[Stored records]
+ + + + + + +

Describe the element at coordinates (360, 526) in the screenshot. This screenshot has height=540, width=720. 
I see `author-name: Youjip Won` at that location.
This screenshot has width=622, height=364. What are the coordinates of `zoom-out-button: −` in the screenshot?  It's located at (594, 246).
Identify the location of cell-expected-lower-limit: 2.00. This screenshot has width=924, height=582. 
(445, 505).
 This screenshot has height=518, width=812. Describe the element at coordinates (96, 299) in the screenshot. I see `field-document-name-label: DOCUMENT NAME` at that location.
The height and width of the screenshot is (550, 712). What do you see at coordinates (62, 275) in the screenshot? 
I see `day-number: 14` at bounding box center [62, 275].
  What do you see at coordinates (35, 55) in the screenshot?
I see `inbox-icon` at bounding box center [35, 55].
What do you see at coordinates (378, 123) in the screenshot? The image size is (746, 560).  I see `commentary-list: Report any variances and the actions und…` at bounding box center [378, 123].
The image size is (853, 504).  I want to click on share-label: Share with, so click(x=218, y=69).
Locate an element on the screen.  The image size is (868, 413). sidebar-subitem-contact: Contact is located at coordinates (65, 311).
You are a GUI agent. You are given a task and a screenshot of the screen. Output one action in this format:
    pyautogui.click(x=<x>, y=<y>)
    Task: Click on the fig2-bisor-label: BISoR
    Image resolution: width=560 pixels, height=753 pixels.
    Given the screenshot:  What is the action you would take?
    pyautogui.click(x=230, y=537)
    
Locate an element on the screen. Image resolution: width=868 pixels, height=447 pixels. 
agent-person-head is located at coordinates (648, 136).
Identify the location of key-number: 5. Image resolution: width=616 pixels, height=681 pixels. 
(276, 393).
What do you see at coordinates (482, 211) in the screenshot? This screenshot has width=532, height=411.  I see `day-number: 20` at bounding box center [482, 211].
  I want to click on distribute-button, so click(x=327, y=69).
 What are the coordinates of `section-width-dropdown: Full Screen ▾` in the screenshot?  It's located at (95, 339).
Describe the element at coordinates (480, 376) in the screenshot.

+ + + + + + +

#### [Aim of the task]
Lines from the records above that hold "size" are the ones to list.

#### [Response box]
What do you see at coordinates (378, 123) in the screenshot? The image size is (746, 560).  I see `commentary-list: Report any variances and the actions und…` at bounding box center [378, 123].
The image size is (853, 504).  I want to click on share-label: Share with, so click(x=218, y=69).
Locate an element on the screen.  The image size is (868, 413). sidebar-subitem-contact: Contact is located at coordinates (65, 311).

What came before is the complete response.